"A glass pitcher, a wicker basket, a tunic of coarse cloth. Their beauty is inseparable from their function. Handicrafts belong to a world existing before the separation of the useful and the beautiful." Octavio Paz
I don't have much time today because I'm making marmalade and then I have to make dinner. So I decided to do something on baskets. I had started on this thought the other day, so today I am shortening it but doing it anyway. Besides it's an excuse to showcase some of my holiday photographs and brighten up your day. It's getting dark and pouring with rain here so first of all I have changed my desktop picture to a glorious seaside picture in Puglia - that bit that sticks out just before the heel of Italy:
And a little earlier I searched for all my French basket pictures. I have lots. Every time I go to France and we go to a market I find myself photographing baskets. Because they are beautiful - and useful too:
This is obviously just one lot photographed three different ways. The thing is I think they are all gorgeous but I have never bought one, and now I probably never shall. Why I ask myself? I make excuses about weight - the same way that I do about French pots, but really I could solve this by not taking as much luggage with me in the first place so that I have room for souvenirs.
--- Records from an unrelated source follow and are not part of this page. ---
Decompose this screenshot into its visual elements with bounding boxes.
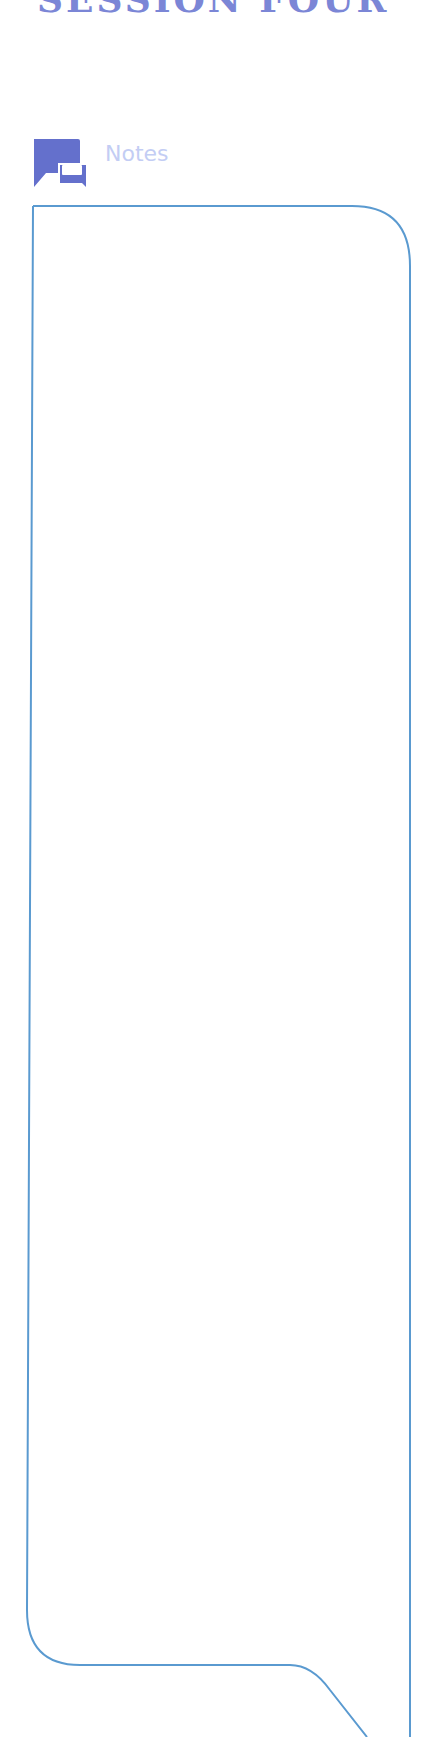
notes-text-area[interactable] (0, 0, 423, 1737)
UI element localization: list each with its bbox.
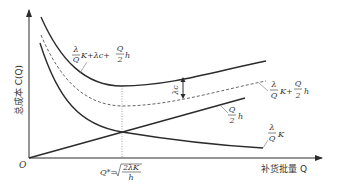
label-total-inventory: λ Q K+ Q 2 h xyxy=(270,79,309,100)
svg-text:Q*=: Q*= xyxy=(100,168,117,177)
svg-text:K+: K+ xyxy=(279,87,293,96)
gap-label: λc xyxy=(171,85,180,96)
origin-label: O xyxy=(19,160,27,170)
svg-text:λ: λ xyxy=(270,80,276,89)
svg-text:Q: Q xyxy=(117,44,124,53)
svg-text:λ: λ xyxy=(72,45,78,54)
svg-text:K: K xyxy=(277,130,285,139)
svg-text:Q: Q xyxy=(73,55,80,64)
holding-cost-line xyxy=(29,98,245,158)
svg-text:2λK: 2λK xyxy=(122,163,140,172)
svg-text:Q: Q xyxy=(269,134,276,143)
svg-text:h: h xyxy=(125,51,130,60)
svg-text:h: h xyxy=(128,173,133,182)
svg-text:λ: λ xyxy=(268,123,274,132)
svg-text:Q: Q xyxy=(271,91,278,100)
x-axis-label: 补货批量 Q xyxy=(261,163,307,174)
label-ordering-cost: λ Q K xyxy=(268,123,285,143)
label-total-with-purchase: λ Q K+λc+ Q 2 h xyxy=(72,44,130,64)
svg-text:K+λc+: K+λc+ xyxy=(80,51,110,60)
optimal-q-formula: Q*= 2λK h xyxy=(100,163,142,182)
svg-text:Q: Q xyxy=(295,79,302,88)
label-holding-cost: Q 2 h xyxy=(228,105,243,125)
svg-text:h: h xyxy=(238,112,243,121)
svg-text:2: 2 xyxy=(294,91,300,100)
svg-text:2: 2 xyxy=(116,55,122,64)
svg-text:Q: Q xyxy=(229,105,236,114)
svg-text:2: 2 xyxy=(228,116,234,125)
svg-text:h: h xyxy=(304,87,309,96)
y-axis-label: 总成本 C(Q) xyxy=(13,65,24,115)
eoq-cost-diagram: λc λ Q K+λc+ Q 2 h λ Q K+ Q 2 h Q 2 h λ … xyxy=(0,0,337,190)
I hardly ever buy souvenirs because at the time you think you are being had and there are so many of the same thing. You can even tell yourself that they are not handcrafted in France but made in some sweatshop in the third world. Which may well be true. But every time in my life I have resisted buying the tourist thing that seems so banal at the time I have regretted it enormously. One I remember is that silly toy they have in Rome - I'm not sure what they are but they involve something the sellers throw up into the air which spins and shines and makes magic. I should have bought some for my grandchildren. They were tiny, tacky and not very expensive, but magical. Like simple things like sparklers.
When I have bought something - like the handmade bookmark made of metal and shells and seeds that I bought in Port Douglas - I become quite bereft if I lose it - I do every now and then - or if it breaks.
So - I really must finish because of that damned marmalade which is getting near setting point and needs putting into jars, not to mention cooking the dinner - a fridge raid soup - and I will leave you with a mini picture gallery of beautiful French baskets, still wondering which one I would have bought if I had been sensible.
It would be sunshine every time you went shopping.